UN: Asia leads in reducing poverty, falters elsewhere
UN: Asia leads in reducing poverty, falters elsewhere
Paris Lord, Agence France-Presse/Bangkok
Asia leads the world in meeting a key development goal of halving extreme poverty by 2015 but has fallen well short in other areas including education, HIV/AIDS and child mortality, the United Nations said on Wednesday.
The largest continent has recorded a dramatic reduction in poverty, with 703 million Asians living on less than a dollar a day in 2001 compared with 936 million in 1990, according to the UN.
Economic growth in the world's most populous countries, China and India, helped reduce the number of people in extreme poverty.
But that contrasts with regional setbacks in some of the UN's seven other Millennium Development Goals, including lagging school enrollments, widening gender gaps and little or no improvement in reducing child mortality.
While income levels in the region increased substantially, "the other qualitative side, education, safe drinking water, sanitation and other social indicators do not necessarily go along with the poverty line," said the UN's regional chief, Kim Hak-su, who is executive secretary of the UN's Economic and Social Commission for Asia and the Pacific (UNESCAP).
To mark the Asian release of the Millennium Development Goals Report 2005, Kim said the region had high levels of slum dwellers and people living with HIV/AIDS.
The regional picture of the fourth UN goal, reducing child mortality, was "not good", Kim said, as the report showed 10,000 children died in southern Asia daily because of poverty and malnourishment.
"Countries that have experienced conflict, including Cambodia and Iraq, have seen sharp increases or no improvement in child mortality since 1990," the 44-page report said.
"Countries reeling from AIDS, especially in southern Africa, have also seen sudden rises in under-five mortality," it added.
It was a similar picture for the UN's fifth goal of raising levels of maternal health, Kim said. "More than 500,000 women die each year during pregnancy or child birth," he said.
"Progress in reducing maternal deaths is not occurring in the countries where giving birth is most risky.
Improvements were recorded in East and Southeast Asia, "but southern Asia has the lowest level of professional care at birth in the world," Kim said. "It's alarming."
The development goals were set by 189 UN member countries in 2000 as part of the UN's "millennium declaration", with 2015 the target to achieve the goals and using 1990 as the base line.
World leaders will meet at the UN in New York in September to assess how far their pledges have been fulfilled five years on, and decide on what further steps are needed, UN Secretary General Kofi Annan said in the report's foreword.
"In many ways, the task this year will be much harder than it was in 2000," Annan said. "Instead of setting targets, this time leaders must decide how to achieve them."
Annan warned that if current trends persisted, there was a risk many of the poorest countries will not be able to meet many of the goals.
"Considering how far we have come, such a failure would mark a tragically missed opportunity," Annan said.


- [What this task involves]:
Among the records, find the lines that hold the string "head" and return them.

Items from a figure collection
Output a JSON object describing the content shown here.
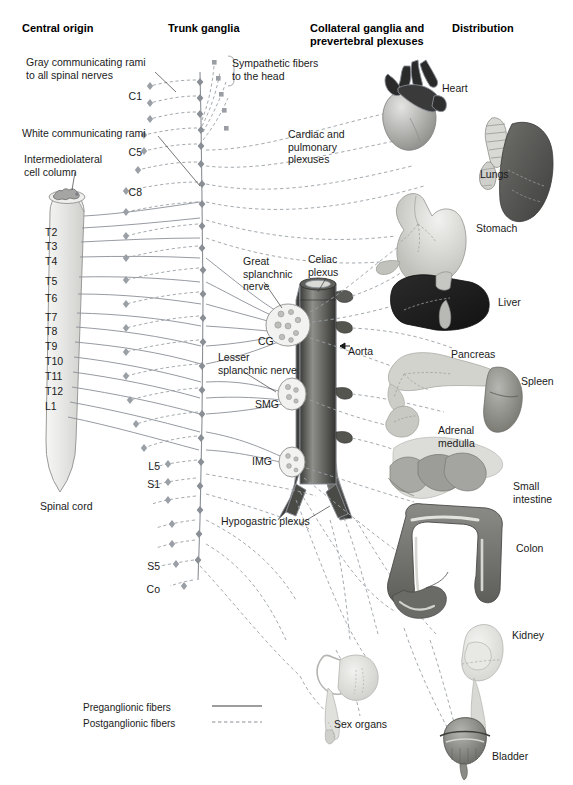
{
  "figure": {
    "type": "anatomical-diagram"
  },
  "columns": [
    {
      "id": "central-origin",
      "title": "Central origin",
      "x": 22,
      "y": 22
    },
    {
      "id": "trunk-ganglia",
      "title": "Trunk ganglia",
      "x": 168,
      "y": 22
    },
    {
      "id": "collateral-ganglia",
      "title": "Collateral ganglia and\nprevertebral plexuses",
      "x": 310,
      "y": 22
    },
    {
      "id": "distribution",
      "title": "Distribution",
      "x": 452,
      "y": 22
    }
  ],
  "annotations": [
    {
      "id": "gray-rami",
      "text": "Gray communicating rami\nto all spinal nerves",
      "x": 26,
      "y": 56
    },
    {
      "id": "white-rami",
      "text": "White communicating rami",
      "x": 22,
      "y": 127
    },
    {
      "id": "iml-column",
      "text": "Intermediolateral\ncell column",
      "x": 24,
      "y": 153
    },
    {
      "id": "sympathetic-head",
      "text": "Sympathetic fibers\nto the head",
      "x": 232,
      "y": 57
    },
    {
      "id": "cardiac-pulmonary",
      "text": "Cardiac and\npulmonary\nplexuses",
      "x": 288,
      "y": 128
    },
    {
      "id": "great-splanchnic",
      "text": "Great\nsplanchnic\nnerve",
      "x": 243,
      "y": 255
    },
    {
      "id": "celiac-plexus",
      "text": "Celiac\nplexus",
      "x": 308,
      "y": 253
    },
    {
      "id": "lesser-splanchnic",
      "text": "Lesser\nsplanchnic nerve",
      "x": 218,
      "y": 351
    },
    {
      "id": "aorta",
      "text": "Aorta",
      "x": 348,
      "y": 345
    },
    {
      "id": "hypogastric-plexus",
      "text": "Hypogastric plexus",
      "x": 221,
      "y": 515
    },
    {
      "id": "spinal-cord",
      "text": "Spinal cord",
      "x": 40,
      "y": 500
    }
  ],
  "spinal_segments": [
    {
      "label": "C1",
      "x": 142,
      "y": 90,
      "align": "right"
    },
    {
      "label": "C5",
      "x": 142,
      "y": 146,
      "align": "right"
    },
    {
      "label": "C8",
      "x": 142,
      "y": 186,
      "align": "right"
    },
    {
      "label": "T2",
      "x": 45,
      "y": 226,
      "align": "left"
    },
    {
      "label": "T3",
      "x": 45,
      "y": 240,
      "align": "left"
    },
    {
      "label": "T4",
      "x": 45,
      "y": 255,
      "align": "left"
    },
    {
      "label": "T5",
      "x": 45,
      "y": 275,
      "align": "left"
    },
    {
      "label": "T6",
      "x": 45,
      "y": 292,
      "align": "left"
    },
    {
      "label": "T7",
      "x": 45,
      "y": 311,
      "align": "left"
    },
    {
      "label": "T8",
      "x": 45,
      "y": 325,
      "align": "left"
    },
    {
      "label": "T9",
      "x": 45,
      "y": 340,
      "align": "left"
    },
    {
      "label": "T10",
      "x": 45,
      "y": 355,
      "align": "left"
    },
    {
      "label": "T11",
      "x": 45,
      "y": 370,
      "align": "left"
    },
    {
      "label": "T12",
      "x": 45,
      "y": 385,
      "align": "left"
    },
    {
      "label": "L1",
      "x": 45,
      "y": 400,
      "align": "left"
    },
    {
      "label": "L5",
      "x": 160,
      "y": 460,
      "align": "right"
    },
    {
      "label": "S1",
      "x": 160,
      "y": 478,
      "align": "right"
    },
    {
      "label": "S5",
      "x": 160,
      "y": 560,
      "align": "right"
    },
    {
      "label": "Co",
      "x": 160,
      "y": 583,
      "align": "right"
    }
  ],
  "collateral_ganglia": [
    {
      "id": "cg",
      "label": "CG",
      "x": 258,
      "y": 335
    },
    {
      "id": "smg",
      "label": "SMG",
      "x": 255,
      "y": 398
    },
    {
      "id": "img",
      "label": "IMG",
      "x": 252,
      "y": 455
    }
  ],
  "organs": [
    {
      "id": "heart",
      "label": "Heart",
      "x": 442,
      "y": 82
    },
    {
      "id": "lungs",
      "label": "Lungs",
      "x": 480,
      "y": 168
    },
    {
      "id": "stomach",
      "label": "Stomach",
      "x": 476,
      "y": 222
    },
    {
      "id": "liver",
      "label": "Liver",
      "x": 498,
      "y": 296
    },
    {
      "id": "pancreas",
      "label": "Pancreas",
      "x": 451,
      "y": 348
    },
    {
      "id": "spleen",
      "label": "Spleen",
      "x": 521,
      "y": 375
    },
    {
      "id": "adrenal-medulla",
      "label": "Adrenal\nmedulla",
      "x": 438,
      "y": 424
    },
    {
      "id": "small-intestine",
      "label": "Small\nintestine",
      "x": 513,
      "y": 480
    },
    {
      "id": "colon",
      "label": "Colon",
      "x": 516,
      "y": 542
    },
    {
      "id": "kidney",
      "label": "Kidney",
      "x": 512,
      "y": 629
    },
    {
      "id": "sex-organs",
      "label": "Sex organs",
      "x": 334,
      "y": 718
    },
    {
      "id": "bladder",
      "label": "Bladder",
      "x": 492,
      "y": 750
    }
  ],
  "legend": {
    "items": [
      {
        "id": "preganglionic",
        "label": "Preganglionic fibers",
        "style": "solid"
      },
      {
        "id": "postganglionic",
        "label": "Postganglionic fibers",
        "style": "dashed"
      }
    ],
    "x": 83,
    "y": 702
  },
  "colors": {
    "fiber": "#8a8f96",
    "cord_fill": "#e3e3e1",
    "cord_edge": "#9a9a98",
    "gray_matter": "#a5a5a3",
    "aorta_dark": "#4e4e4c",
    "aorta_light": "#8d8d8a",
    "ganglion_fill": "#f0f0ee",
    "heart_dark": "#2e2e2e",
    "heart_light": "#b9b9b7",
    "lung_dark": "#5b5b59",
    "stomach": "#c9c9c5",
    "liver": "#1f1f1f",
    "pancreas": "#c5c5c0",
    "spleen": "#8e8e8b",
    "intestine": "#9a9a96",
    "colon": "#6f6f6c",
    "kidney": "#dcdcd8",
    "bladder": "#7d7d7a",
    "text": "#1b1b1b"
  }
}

==

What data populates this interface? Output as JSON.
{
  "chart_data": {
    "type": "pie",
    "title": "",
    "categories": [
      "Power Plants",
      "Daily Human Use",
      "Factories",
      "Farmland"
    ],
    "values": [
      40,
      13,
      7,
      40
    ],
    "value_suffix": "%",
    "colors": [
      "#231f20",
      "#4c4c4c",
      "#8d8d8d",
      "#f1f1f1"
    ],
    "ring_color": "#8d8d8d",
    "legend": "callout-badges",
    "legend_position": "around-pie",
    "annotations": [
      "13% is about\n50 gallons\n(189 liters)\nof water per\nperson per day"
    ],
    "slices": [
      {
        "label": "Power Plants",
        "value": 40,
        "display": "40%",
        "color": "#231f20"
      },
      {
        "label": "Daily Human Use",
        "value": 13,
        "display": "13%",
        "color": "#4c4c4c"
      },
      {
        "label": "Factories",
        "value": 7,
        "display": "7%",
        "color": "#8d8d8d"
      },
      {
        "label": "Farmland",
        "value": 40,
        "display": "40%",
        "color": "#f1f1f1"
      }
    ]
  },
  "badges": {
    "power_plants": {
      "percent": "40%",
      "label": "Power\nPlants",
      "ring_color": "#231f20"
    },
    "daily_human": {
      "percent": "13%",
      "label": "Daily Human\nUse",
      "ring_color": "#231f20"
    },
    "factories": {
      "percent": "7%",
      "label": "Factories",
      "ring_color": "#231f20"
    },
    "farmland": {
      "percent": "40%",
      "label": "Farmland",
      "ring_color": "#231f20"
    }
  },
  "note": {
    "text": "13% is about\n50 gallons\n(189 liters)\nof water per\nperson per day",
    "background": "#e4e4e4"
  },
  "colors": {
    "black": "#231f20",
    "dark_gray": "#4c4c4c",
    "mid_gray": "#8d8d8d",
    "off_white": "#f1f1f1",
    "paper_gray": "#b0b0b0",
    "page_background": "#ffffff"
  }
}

- [Result of the exercise]:
      "id": "sympathetic-head",
      "text": "Sympathetic fibers\nto the head",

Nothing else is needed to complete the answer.